I enjoy modern-day Western detective novels like Craig Johnson’s Longmire series and C.J. Box’s Joe Pickett books. I warmly remember the sadly short-lived T.V. series, Cade’s County, with Glenn Ford. So, I began reading Bruce Borgos’s Shades of Mercy with great anticipation, thinking I would get another dose of those aforementioned works, with the action moved to Nevada instead of Wyoming, Colorado, or Arizona. For most of the book, I got my wish. However, the author kept throwing in elaborate complications and espionage elements that seemed more at home in a Jack Ryan novel than in a Nevada desert. The result proved the adage; sometimes, less is more.
Shades of Mercy is the second novel in the author’s series featuring Porter Beck, the sheriff of Lincoln County, NV. The county lies due north of Las Vegas’s Clarke County and is home to 5,000 people. With plenty of mountains and desert and very few people, the county presents many opportunities for potential evildoers and equally many challenges for law enforcement officers like Beck. Here, he stumbles across a smuggling ring fronted by a former high school classmate who became a wealthy cattle rancher. Prime beef isn't the rancher's main
source of income. Instead, it’s the guns smuggled to Mexico in cattle trucks destined for the rancher’s cartel partners and the drugs that come back.
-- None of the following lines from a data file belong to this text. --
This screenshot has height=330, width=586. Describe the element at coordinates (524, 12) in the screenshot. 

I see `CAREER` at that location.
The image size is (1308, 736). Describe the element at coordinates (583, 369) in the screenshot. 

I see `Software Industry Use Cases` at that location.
Sheriff Beck’s efforts to stop the smuggling ring might have made for an entertaining novel. However, the author has far grander ideas, starting with a cast of supporting characters who seem like the creations of Tom Clancy. First, there’s the teenage super hacker named Mercy (hence, the novel’s name), whose abilities expand as Shades of Mercy continues. She commandeers a drone in the book’s first chapter and uses it to blast the rancher’s prized breeding bull to bits (cattle fare even worse in this book than humans). That incident first brings the sheriff to the scene. Then, U.S. government black hats from shadowy agencies pop in and out of the story every few chapters and always know considerably more than they reveal to Beck. Finally, there’s the Chinese “tourist” and his later-arriving associates. He’s straight out of Central Casting from the days of The Manchurian Candidate, spouting often-cliched dialogue about the glories of the homeland.
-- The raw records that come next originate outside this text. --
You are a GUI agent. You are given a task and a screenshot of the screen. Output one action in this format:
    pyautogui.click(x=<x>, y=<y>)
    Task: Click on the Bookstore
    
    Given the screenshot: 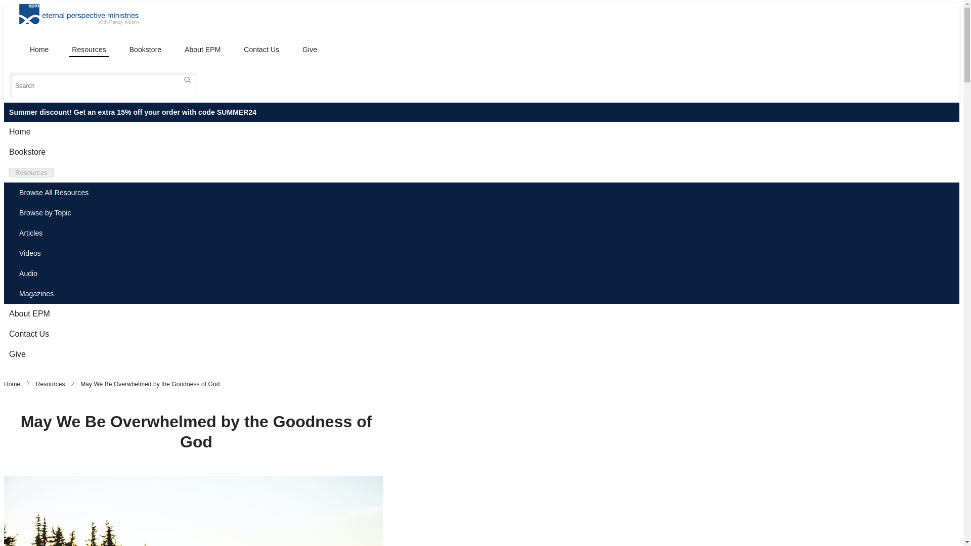 What is the action you would take?
    pyautogui.click(x=146, y=50)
Compared to some of the supporting cast, Porter Beck is a likable, well-developed character. His skill set seems much greater than you’d expect for a sheriff of a Podunk county in the middle of nowhere. But the author takes care to give him some weaknesses and limitations that play into the storyline later. He also has an adopted sister named Brinley, who is an expert on all sorts of firearms and the in-demand weapons master on film sets. (Brinley appeared in the author’s first Beck novel, so the character predates the recent tragedy on the Rust movie set. However, I couldn’t help thinking of that real-life shooting when she was first introduced in Shades of Mercy.) Beck also has an aging father with dementia and a four-legged deputy named Columbo. Beck’s carefully established character traits make him a likable personality instead of a cartoon action hero.
The author keeps the plot moving for most of the novel, successfully juggling these characters and their subplots. Shades of Mercy has plenty of action with various shootouts and characters hiding in a mining ghost town and an abandoned ranch. Mercy is a likable but sometimes confused 16-year-old, even though I had difficulty accepting her skill level. But then, about two-thirds of the way through the book, the storyline gets too convoluted. Readers’ understanding of the characters changes every five pages as someone reveals new information. The villains’ masterplan, in which Mercy plays a significant role, never wholly makes sense. Mercy also enters into some high-stakes negotiations with a cartel boss over a glass of fresh-squeezed orange juice, a scene that seems more appropriate for the Mad Hatter’s Tea Party. Fortunately, the author finishes the book on a solid note, with a major showdown featuring Beck, Brinley, and friends taking on assorted cartel members and Chinese agents as a forest fire rages around them.
I enjoyed Shades of Mercy. The novel has several solid action sequences and a core group of likable, charismatic characters who could anchor this series for a long time. Although the Nevada desert is a vast landscape, the book is, at heart, the story of a small-town sheriff. Hopefully, the author will show some mercy to his readers and rein in some of the more outlandish plot elements.
NOTE: The publisher graciously provided me with a copy of this book through NetGalley. However, the decision to review the book and the contents of this review are entirely my own.
In this clip, author Bruce Borgos discusses writing and character development with David Temple of The Thriller Zone:
Read other reviews of Shades of Mercy:
Bruce Borgos is a novelist and member of the Western Writers of America and Mystery Writers of America. He is a near-lifelong resident of Nevada where most of his work is set. His most recent series features Nevada Sheriff Porter Beck, a former Army intelligence officer who gets involved with international intrigue in addition to the usual small-town crime.